Generated by GPT-5-mini| Baduk | |
|---|---|
| Title | Baduk |
| Other names | Go, Igo, Weiqi |
| Setup time | "1–2 minutes" |
| Playing time | "30 minutes–several hours" |
| Random chance | "None" |
| Skills | "Strategy, tactics, pattern recognition" |
Baduk is a strategic two-player board game originating in East Asia, played on a grid with black and white stones. The game emphasizes territorial control, tactical captures, long-term influence, and life-and-death problems, and it has influenced and been influenced by figures and institutions across China, Korea, and Japan. Baduk's modern competitive scene connects clubs, professional associations, and international tournaments centered in cities such as Seoul, Beijing, and Tokyo.
The name derives from Korean usage and coexists with terms like Weiqi in China and Igo in Japan; related historical references appear in texts connected to the Tang dynasty, Goryeo, and Heian period. Technical vocabulary includes terms named after personalities and places such as Honinbo, Sente, Gote, Fuseki, and Joseki, while life-and-death vocabulary references problems catalogued by publishers like Kiseido and studied by players who follow the writings of Go Seigen, Shusaku and Kitani Minoru.
Early mentions of strategic board games appear in chronicles tied to the Han dynasty and legends involving figures from the Three Kingdoms period; concrete archaeological and literary evidence for the game’s evolution is debated among historians citing sources from Song dynasty and Goryeo. Cultural transmission routes involved maritime and overland links between Tang dynasty China, the Koryo court, and the Heian period aristocracy in Japan, with subsequent codification under the patronage of families and schools such as the Honinbo house and the Yamashita Keigo lineage. The game’s modern professionalization accelerated in the 19th and 20th centuries with the creation of institutional bodies like the Nihon Ki-in, the Hanguk Kiwon, and the Chinese Weiqi Association, and it expanded globally through migration to places such as San Francisco, London, and Paris.
Players alternate placing stones on intersections of a 19×19 grid, a format standardized in tournament play overseen by organizations such as the International Go Federation; smaller 13×13 and 9×9 variants are common in teaching contexts used by instructors affiliated with schools like the Nihon Ki-in and the Hanguk Kiwon. Captures occur when groups lose all liberties; the ko rule and superko variants regulate repetition disputes referenced in rule sets of tournaments including the Ing Cup and the LG Cup. Scoring systems vary between territory scoring used in matches influenced by Nihon Ki-in practices and area scoring used under rules promoted by the Chinese Weiqi Association; komi amounts and time controls are set in event regulations such as those in the World Oza and the Samsung Fire & Marine Insurance Cup.

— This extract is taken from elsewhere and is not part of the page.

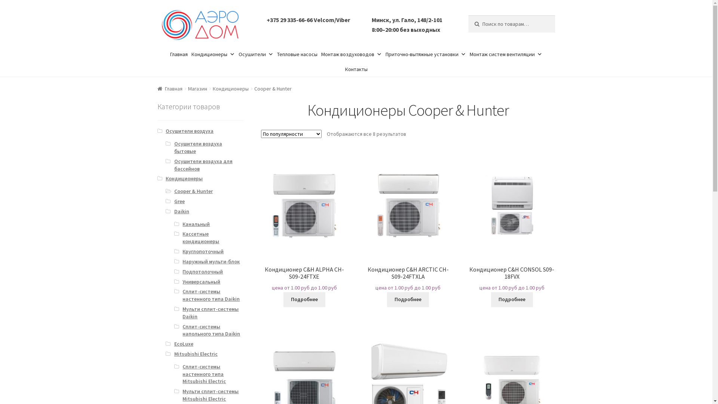  I want to click on Mitsubishi Electric, so click(196, 354).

Grand strategy concepts like influence, thickness, and moyo are studied in treatises and commentaries by masters including Go Seigen, Kitani Minoru, and Lee Sedol, and modern theory increasingly references computational analyses from programs like AlphaGo and Leela Zero. Joseki repertoires trace innovations through matches featuring players such as Honinbo Shusaku, Cho Hunhyun, and Maeda Nobuaki; whole-board planning appears in fuseki trends championed by figures at institutions like the Nihon Ki-in and the Hanguk Kiwon. Tactical motifs include ladder cuts, net (geta) techniques, and tesuji sequences catalogued in collections published by houses like Kiseido and debated in online communities linked to servers such as OGS and KGS.
Baduk occupies a prominent cultural role in Korea, with popular media portrayals in films and television series produced in Seoul that feature personalities like Lee Chang-ho and Cho Hunhyun; similarly, Japan and China have long literary and artistic traditions linking the game to figures such as Murasaki Shikibu and Su Shi. Variants and related regional games include Pente-style adaptations and board-size experiments promoted by clubs in cities like New York City and Berlin; pedagogical approaches differ between academies such as the Go Center in Seattle and private dojangs organized in Busan. The game influences modern artificial intelligence research at institutions like DeepMind and academic labs at Massachusetts Institute of Technology and University of Tokyo, spawning cross-disciplinary collaborations.
Professional and amateur competition is administered by bodies including the Nihon Ki-in, the Hanguk Kiwon, the Chinese Weiqi Association, and international coordination by the International Go Federation. Major international tournaments include the Ing Cup, the Samsung Cup, the LG Cup, and the BC Card Cup, while national titles such as Kisei, Chunwon, and Myeongin command prestige. Training systems rely on institutions like the Korean Baduk Association-affiliated schools, university clubs at Seoul National University and Peking University, and the mentorship model exemplified by teacher-student lineages linked to historic houses such as the Honinbo house.